Who’s afraid of chemistry? (by Paul) – Part 2.

Let’s get on to answering the question of part 1 why we don’t smell/taste during smoking what we smelled before in the tobacco pouch:

Boiling_pointWhen you look at the variety of additives for pipe tobacco, for example to search for those on Wikipedia, you find some difficult descriptions and properties of those additives. Either the natural thing or the artificial. The most important value for our answer is the boiling point of that molecule. If we look up vanilline, it says it has a boiling point of 285 °C (= 558 K [Kelvin] or 545 °F).

pipeNow, why is that Boiling Point so important? Well, a German friend has asked a chemical engineer to measure the temperature of smouldering tobacco in a pipe and found it to be approximately 500 °C (= 773 K or 932 °F). When we take a puff at our pipe, the temperature of the smouldering tobacco quickly rises to about 700 °C (= 973 K or 1292 °F) and then drops right back to 500 °C if we stop puffing. And that is a big part of our answer: the used additives in pipe tobacco are already evaporated. This because their boiling point is way below the temperature of our smouldering tobacco. As you will find out by searching the boiling points of other aroma molecules, whether fruits or drinks or whatever, most of these molecules have a boiling point between 190 °C and 300 °C (= 463 K – 573 K or 374 °F – 572 °F) and will evaporate during smoking. So we don’t smell the aromas.

That’s the main reason, in my humble and not-scientific approach, that we don’t recognize the aroma from the pouch during the smoking of the tobacco. But there are some aroma’s which seem to be recognizable while puffing at our pipe. Why is that?

Carbon atom

Carbon atom

Well, this takes us to another chemistry thing: how many carbon atoms are present in the molecule of such an aroma? Because carbon has a boiling point of 4554 °C (= 4827 K or 8229 °F), these carbon atoms will not evaporate. Instead they will burn or at least heat up. This will be detectable during smoking by our nose and it smells like “burning coal”, often described as “just warm air”. In short, the more carbon atoms an aroma has, the better you can recognize it.

Furthermore aroma molecules which are pentose or hexose molecules (respectively five or six carbon atoms in the molecule) or more, like vanilline with eight carbon atoms, are harder to evaporate. Because of the high boiling point of the bigger share of high temperature carbon atoms, they might be easier escaping our pipe-bowl before being evaporated. So, an aroma molecule with just three or four carbon atoms evaporates easier than a molecule with more carbon atoms.

Super-sweet BiBo tobacco

Super-sweet BiBo tobacco

There are examples of tobacco brands (like the super-sweet BiBo with oranges and chocolate aroma, Mediterraneo with peach-aroma and Memories of Tuscany with grape-aroma, all from DTM in Germany) which keep their aroma during smoking, down to the last ashes of our pipe. This is possible by using additives which contain more carbon atoms in the molecules. Or use can be made of alternative aroma additives which smell like (in the case of BiBo) oranges and chocolate, but have another molecular structure than the original orange or chocolate molecules.

Then there is another thing: the room-note. Why do people in the room smell more sweetness from our smoking then us, the pipe-smokers? Or why do we get the smell too, when we go out of the room for a little while and then return?

I think that’s because, although the smoking temperature is that high, some aromas will come out off our pipe bowl. This because they are connected to condensed water; air holds moisture and condenses while cooling down after being heated in our smouldering tobacco. So a small part of the aroma molecules “lifts along” with the moisture in the airflow which leaves our pipe between our smoke. And this might cause the nice room-note.

2769777dThe fact that the pipe-smoker doesn’t detect that room-note so intense as the other people in the room is also because his nose is right above the pipe. The smoke he takes in his mouth and nose is closer to the high temperature of the smouldering tobacco than someone who is present in the room but farther away from the hot tobacco.

Keep also in mind that we humans get easily used to an aroma. When you enter a cattle barn, you might find the aroma of cattle dung very much in your face. But after a few minutes you get used to it and you don’t experience it that strong as when you just entered the barn.

All this explains why we appreciate a tobacco much more when it is smoked very calmly. Smoking too quickly makes our tobacco burn too hot which evaporates aroma molecules. This also explains why some tobaccos change taste and aroma during smoking. The heat alters some molecular structures which brings out other aromas.

Enjoy your smoke,
Paul.

0 thoughts on “Who’s afraid of chemistry? (by Paul) – Part 2.

  1. Fascinating hypothesis, Paul. Prima facie, it seems to comport with my experience with pipe tobacco, flavored and not.

    Thanks you and to Arno for posting.

    Regards,
    Mike (a.k.a. “Pipeline” on smoking forums)

    P.S. “We have the technology” is, I believe, a quote from the 1970’s television series, “The Six Million Dollar Man.”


→ About this task
Your task is to work out how many lines in the data that follows hold "will" and to state that number alone.

Saved entries:
#####
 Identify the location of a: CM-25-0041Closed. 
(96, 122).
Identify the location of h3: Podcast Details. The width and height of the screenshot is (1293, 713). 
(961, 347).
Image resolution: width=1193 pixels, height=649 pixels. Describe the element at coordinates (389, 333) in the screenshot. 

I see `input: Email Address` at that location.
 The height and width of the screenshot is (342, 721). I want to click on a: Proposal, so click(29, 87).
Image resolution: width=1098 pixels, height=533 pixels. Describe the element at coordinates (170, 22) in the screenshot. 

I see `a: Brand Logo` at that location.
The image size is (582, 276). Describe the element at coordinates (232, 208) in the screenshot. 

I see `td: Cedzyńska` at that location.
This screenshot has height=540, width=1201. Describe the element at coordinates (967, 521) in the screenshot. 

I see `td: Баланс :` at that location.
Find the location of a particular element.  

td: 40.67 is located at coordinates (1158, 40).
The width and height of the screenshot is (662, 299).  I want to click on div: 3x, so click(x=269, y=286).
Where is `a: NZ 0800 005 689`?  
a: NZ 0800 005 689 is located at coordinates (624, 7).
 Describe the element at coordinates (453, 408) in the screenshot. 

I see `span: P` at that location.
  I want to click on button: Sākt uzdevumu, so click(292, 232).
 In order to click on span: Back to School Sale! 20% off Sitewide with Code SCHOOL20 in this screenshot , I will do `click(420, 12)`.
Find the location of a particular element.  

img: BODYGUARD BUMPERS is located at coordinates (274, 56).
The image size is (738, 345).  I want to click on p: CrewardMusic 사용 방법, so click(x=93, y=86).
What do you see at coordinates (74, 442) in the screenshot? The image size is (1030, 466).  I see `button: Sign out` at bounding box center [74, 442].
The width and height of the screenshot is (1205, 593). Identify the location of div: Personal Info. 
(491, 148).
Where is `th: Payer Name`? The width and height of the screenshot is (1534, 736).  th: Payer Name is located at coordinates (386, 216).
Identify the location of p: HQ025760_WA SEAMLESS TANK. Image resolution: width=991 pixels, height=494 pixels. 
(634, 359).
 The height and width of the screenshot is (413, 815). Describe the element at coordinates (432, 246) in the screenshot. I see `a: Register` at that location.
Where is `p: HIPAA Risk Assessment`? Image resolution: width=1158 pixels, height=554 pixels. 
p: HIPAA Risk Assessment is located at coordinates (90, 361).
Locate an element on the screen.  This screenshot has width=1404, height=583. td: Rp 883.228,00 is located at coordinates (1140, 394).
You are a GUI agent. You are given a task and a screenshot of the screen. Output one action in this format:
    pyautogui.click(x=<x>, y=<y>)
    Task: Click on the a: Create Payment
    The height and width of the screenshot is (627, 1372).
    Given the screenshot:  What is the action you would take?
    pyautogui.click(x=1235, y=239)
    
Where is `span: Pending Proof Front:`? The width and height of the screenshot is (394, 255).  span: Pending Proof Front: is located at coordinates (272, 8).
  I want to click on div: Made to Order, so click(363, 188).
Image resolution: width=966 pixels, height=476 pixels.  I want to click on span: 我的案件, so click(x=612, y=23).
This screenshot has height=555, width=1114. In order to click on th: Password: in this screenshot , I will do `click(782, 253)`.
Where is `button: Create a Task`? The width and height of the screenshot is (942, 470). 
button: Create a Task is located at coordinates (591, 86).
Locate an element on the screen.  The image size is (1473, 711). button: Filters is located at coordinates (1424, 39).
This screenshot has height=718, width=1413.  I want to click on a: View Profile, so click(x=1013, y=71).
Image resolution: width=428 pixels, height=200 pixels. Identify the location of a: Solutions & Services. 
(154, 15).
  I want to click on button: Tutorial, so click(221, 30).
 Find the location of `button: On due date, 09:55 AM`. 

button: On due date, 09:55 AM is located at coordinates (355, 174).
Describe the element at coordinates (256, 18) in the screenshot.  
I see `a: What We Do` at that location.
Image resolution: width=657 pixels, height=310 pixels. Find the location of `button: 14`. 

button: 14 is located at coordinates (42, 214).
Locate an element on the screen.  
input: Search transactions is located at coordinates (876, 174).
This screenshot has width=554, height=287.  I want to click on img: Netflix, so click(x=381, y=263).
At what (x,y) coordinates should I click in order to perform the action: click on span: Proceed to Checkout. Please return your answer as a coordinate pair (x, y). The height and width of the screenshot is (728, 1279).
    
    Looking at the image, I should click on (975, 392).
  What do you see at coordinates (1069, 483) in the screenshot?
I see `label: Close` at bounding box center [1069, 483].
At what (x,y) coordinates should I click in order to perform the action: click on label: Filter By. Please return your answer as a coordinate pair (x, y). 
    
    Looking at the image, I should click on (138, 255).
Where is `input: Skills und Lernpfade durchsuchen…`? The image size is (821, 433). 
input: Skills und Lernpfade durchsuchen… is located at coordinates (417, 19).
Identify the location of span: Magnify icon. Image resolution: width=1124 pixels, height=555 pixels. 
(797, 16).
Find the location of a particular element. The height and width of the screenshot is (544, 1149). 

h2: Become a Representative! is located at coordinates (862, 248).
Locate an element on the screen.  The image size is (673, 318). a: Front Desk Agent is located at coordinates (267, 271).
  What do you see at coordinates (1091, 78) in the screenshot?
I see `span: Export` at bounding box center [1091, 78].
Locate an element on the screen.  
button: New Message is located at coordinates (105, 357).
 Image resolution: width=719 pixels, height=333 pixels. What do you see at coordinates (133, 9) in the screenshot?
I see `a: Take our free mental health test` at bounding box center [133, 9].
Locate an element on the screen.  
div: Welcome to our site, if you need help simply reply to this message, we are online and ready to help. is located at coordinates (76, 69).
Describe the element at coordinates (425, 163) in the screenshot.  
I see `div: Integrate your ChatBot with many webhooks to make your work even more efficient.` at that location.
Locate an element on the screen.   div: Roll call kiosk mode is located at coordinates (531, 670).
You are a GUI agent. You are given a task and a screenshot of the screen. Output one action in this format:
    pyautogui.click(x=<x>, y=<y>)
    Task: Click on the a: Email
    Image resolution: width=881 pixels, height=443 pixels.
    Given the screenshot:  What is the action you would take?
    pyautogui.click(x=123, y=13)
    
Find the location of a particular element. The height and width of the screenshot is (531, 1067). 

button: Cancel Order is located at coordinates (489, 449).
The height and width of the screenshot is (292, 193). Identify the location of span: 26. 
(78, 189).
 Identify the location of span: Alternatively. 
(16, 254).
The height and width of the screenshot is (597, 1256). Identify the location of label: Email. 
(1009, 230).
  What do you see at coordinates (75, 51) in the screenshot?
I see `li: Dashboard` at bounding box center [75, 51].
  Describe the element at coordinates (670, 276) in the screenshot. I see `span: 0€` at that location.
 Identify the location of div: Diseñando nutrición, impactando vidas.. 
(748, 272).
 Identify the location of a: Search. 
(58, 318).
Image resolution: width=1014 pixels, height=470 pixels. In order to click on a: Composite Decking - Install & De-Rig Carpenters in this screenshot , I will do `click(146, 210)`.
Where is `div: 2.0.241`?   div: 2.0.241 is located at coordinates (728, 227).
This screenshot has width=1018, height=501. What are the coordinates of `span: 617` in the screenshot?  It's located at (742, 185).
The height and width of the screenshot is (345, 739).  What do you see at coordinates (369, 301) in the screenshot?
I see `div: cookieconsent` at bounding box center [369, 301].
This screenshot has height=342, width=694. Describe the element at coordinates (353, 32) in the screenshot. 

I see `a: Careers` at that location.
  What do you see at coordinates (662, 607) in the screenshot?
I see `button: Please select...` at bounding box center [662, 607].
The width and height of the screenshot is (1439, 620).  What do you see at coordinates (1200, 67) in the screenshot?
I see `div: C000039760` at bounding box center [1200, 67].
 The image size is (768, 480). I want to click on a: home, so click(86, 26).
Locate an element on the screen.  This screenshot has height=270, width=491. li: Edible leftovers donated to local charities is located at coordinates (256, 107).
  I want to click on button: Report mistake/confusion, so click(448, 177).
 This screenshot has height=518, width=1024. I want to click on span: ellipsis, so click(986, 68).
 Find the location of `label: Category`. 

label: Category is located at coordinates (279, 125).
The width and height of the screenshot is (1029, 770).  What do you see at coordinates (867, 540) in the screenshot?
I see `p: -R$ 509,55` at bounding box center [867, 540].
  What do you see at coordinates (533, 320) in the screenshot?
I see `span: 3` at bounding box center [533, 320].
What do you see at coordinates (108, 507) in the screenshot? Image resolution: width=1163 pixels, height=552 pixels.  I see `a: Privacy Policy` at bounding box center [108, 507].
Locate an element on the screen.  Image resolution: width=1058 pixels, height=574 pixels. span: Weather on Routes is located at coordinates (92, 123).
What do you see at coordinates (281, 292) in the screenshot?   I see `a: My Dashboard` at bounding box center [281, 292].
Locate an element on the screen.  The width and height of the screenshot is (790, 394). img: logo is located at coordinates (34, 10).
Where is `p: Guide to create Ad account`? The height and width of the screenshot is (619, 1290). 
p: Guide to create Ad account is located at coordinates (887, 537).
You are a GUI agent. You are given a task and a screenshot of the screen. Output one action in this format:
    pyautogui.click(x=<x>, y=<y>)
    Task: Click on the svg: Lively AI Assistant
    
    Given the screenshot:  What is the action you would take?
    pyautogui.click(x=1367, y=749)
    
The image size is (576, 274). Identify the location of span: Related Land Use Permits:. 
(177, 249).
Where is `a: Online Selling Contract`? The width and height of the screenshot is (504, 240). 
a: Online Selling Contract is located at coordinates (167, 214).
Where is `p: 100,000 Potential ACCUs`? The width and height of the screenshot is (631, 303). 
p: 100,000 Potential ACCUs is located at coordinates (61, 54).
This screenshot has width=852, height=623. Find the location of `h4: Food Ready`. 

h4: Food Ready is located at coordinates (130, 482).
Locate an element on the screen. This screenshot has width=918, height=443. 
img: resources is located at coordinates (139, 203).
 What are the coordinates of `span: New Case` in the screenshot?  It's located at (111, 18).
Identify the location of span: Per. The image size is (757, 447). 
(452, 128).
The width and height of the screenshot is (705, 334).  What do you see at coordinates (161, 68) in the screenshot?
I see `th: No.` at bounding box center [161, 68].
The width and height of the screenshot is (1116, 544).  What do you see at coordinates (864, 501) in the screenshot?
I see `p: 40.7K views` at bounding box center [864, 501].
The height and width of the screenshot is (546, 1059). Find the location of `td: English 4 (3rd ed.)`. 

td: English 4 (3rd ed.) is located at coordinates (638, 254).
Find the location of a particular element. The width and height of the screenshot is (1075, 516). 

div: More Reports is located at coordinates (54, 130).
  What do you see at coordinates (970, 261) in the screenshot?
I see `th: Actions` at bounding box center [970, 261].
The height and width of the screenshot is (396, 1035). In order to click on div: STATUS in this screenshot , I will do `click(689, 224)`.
#####
→ Answer to this task
4